Thursday, March 06, 2014

"Wearables" are grinding my gears.

Yesterday I wanted to make a post shitting all over this new segment. I think it's the faddiest thing ever. Yes - that's a word. Yet I didn't because I would just have to remove it since I was going to at least one conference in the next few months that is trying to convince me to drink the cool-aid.  And that seemed weak. Some day it will be a viable sector. I'm just not sure when. Could be 5 years. Could be 20. Maybe not at all. Possibly it will die. Someone will build on the technology and it will live in a different form.

My general feeling about Google glass is - people don't really like wearing glasses. People say a lot of things about people loving to wear sunglasses. Maybe so. But as a person who doesn't yet wear them - my whole life experience tells me people don't like wearing glasses that much. They go to great lengths to avoid them. They get contacts, or they get laser surgery. You can't fold up Google glass into a case. You have to wear them all the time. Which doesn't even matter for this post.

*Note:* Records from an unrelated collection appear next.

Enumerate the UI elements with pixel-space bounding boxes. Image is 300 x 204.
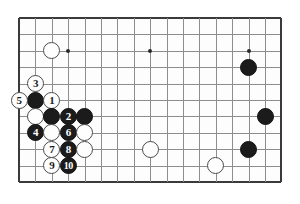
stone-black[interactable] (257, 108, 274, 125)
grid-column-line (134, 18, 135, 182)
stone-black[interactable] (240, 59, 257, 76)
numbered-stone-7[interactable]: 7 (43, 141, 60, 158)
grid-column-line (167, 18, 168, 182)
grid-column-line (265, 18, 266, 182)
numbered-stone-10[interactable]: 10 (60, 157, 77, 174)
numbered-stone-1[interactable]: 1 (43, 92, 60, 109)
grid-column-line (183, 18, 184, 182)
grid-column-line (232, 18, 233, 182)
stone-move-number: 9 (49, 160, 54, 171)
numbered-stone-3[interactable]: 3 (27, 75, 44, 92)
stone-move-number: 10 (64, 160, 73, 170)
go-board: 35124678910 (0, 0, 300, 204)
stone-move-number: 2 (66, 110, 71, 121)
stone-move-number: 5 (17, 94, 22, 105)
star-point (148, 49, 152, 53)
stone-move-number: 1 (49, 94, 54, 105)
grid-column-line (117, 18, 118, 182)
stone-black[interactable] (240, 141, 257, 158)
stone-white[interactable] (142, 141, 159, 158)
numbered-stone-6[interactable]: 6 (60, 124, 77, 141)
stone-white[interactable] (27, 108, 44, 125)
grid-column-line (280, 18, 282, 182)
star-point (66, 49, 70, 53)
numbered-stone-8[interactable]: 8 (60, 141, 77, 158)
stone-move-number: 4 (33, 127, 38, 138)
stone-move-number: 3 (33, 78, 38, 89)
stone-move-number: 8 (66, 143, 71, 154)
stone-black[interactable] (27, 92, 44, 109)
grid-column-line (199, 18, 200, 182)
stone-move-number: 6 (66, 127, 71, 138)
star-point (247, 49, 251, 53)
stone-black[interactable] (76, 108, 93, 125)
stone-move-number: 7 (49, 143, 54, 154)
grid-column-line (101, 18, 102, 182)
numbered-stone-5[interactable]: 5 (11, 92, 28, 109)
numbered-stone-2[interactable]: 2 (60, 108, 77, 125)
stone-white[interactable] (76, 141, 93, 158)
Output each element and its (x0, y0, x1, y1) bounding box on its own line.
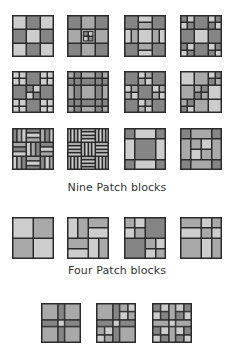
quilt-block-four-patch-simple (12, 217, 54, 259)
quilt-patch (146, 239, 156, 249)
quilt-patch (65, 327, 81, 343)
quilt-patch (139, 44, 153, 51)
quilt-patch (153, 16, 167, 30)
quilt-patch (195, 86, 202, 93)
quilt-patch (105, 327, 113, 335)
quilt-patch (99, 157, 102, 171)
quilt-patch (41, 152, 55, 156)
quilt-patch (45, 157, 49, 171)
quilt-patch (82, 100, 96, 107)
quilt-patch (153, 30, 160, 44)
quilt-patch (153, 86, 160, 93)
quilt-patch (34, 93, 41, 100)
quilt-patch (27, 161, 41, 165)
quilt-patch (181, 228, 202, 238)
quilt-patch (135, 139, 156, 160)
quilt-patch (125, 139, 135, 160)
quilt-patch (82, 160, 96, 163)
quilt-patch (31, 143, 35, 157)
quilt-patch (34, 239, 55, 260)
quilt-patch (176, 312, 184, 320)
quilt-patch (153, 100, 167, 114)
quilt-patch (188, 44, 195, 51)
quilt-patch (161, 327, 169, 335)
quilt-patch (209, 44, 216, 51)
quilt-patch (125, 239, 146, 260)
quilt-patch (120, 304, 128, 312)
quilt-patch (161, 304, 169, 312)
quilt-patch (20, 79, 27, 86)
quilt-patch (132, 86, 139, 93)
quilt-patch (27, 100, 41, 114)
quilt-patch (99, 129, 102, 143)
quilt-patch (135, 218, 145, 228)
quilt-patch (17, 129, 21, 143)
quilt-patch (169, 320, 175, 326)
quilt-block-nine-patch-stepping (180, 71, 222, 113)
quilt-patch (202, 150, 212, 160)
quilt-block-four-patch-strips (180, 217, 222, 259)
quilt-patch (176, 304, 184, 312)
quilt-patch (191, 129, 212, 139)
quilt-patch (82, 143, 85, 157)
quilt-patch (96, 86, 103, 100)
quilt-block-nine-patch-rail-fence (12, 128, 54, 170)
quilt-patch (146, 79, 153, 86)
quilt-patch (41, 129, 45, 143)
quilt-patch (181, 139, 191, 160)
quilt-patch (146, 218, 167, 239)
quilt-patch (27, 72, 41, 86)
quilt-patch (191, 150, 201, 160)
quilt-patch (34, 218, 55, 239)
quilt-patch (68, 239, 89, 249)
quilt-patch (41, 157, 45, 171)
quilt-patch (89, 218, 110, 228)
quilt-patch (36, 143, 40, 157)
quilt-patch (34, 86, 41, 93)
quilt-block-sashed-fourpatch-corners (96, 303, 136, 343)
quilt-block-nine-patch-double-center (67, 15, 109, 57)
quilt-patch (13, 143, 27, 147)
quilt-patch (78, 129, 81, 143)
quilt-patch (58, 320, 64, 326)
quilt-patch (68, 150, 82, 153)
quilt-patch (96, 16, 110, 30)
quilt-patch (42, 327, 58, 343)
quilt-patch (96, 146, 110, 149)
quilt-patch (139, 79, 146, 86)
quilt-patch (202, 93, 209, 100)
quilt-patch (68, 30, 82, 44)
quilt-patch (13, 16, 27, 30)
quilt-patch (209, 23, 216, 30)
quilt-patch (181, 30, 195, 44)
quilt-patch (153, 44, 167, 58)
quilt-patch (27, 143, 31, 157)
quilt-patch (103, 129, 106, 143)
quilt-patch (82, 44, 96, 58)
quilt-patch (135, 129, 156, 139)
quilt-patch (169, 304, 175, 320)
quilt-patch (13, 218, 34, 239)
quilt-patch (153, 327, 161, 335)
quilt-patch (113, 327, 119, 343)
quilt-patch (120, 320, 136, 326)
quilt-patch (96, 157, 99, 171)
quilt-patch (68, 146, 82, 149)
quilt-patch (125, 100, 139, 114)
quilt-block-nine-patch-framed-fourpatch (180, 128, 222, 170)
quilt-block-nine-patch-plaid (67, 71, 109, 113)
quilt-patch (22, 129, 26, 143)
quilt-patch (209, 79, 216, 86)
quilt-patch (42, 304, 58, 320)
quilt-patch (125, 228, 135, 238)
quilt-patch (41, 147, 55, 151)
quilt-patch (181, 218, 202, 228)
quilt-patch (89, 32, 93, 36)
quilt-patch (68, 153, 82, 156)
quilt-patch (41, 79, 48, 86)
quilt-patch (113, 320, 119, 326)
quilt-patch (65, 304, 81, 320)
quilt-patch (42, 320, 58, 326)
quilt-patch (68, 143, 82, 146)
quilt-patch (27, 44, 41, 58)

Mr S. was at the eye doctor a couple of weeks ago. He's always worn glasses until he got surgery but still needs reading glasses. I was asking the eye doctor what he thought the long term affects of Google Glass were. My feeling was there was eventually going to be some eye strain. He didn't think it would be a problem at all. Though he'd just booked his first client with prescription Glass but hadn't seen them yet. Not two days later I started reading stories about people getting headaches from Google Glass from an early adopter. Which reaffirmed my position.

The other obvious elephant in the room is privacy. This is the bigger problem in my opinion. I went to a Google Glass conference last summer (Read: I've slightly changed my opinion about Google Glass) and walked away with a general "if you say so" feeling. I have to quote the whole paragraph or it won't make sense.

"A gentleman from another country (I have to admit I don't remember which one) stood up and told the speaker than in many European countries this device would actually be illegal. I didn't know this, but apparently there is some law that you can't walk up to people face to face and take a picture of them without their consent. The speaker did not want to hear this, and I'm not sure he completely understood what the guy was trying to tell him. Besides, whatever that guy said didn't matter. Google knows it's going to have a lot of privacy lawsuits according to him. He was so unhearing of the concept I thought to myself - the first time some creepy guy takes a picture of a child at a pool, they are going to have problems. As a female, even I sense some resistance when I want to take pictures of someone else's child at a public event. I always, always, ask permission. And I'm a girl! I don't feel that same obligation with adults."

Now there is at least one bar in San Francisco that is banning Glass. And.... people are generally becoming less accepting of being photographed. Even in third world countries where even they have cell phones - people will shield their face from being photographed. Even they are aware of the camera like never before.

Okay - so I'm not a fan of Glass. What about fitbits and products like that. I generally have very little opinion other than it is pretty impressive how they are getting this technology in such a small footprint. However, even they are experiencing some issues. It doesn't really make sense why. People have been wearing watches forever. I can only say - my Aunt was allergic to non-allergic metals. She could never wear ear rings. There must be something in them that causes the same reaction.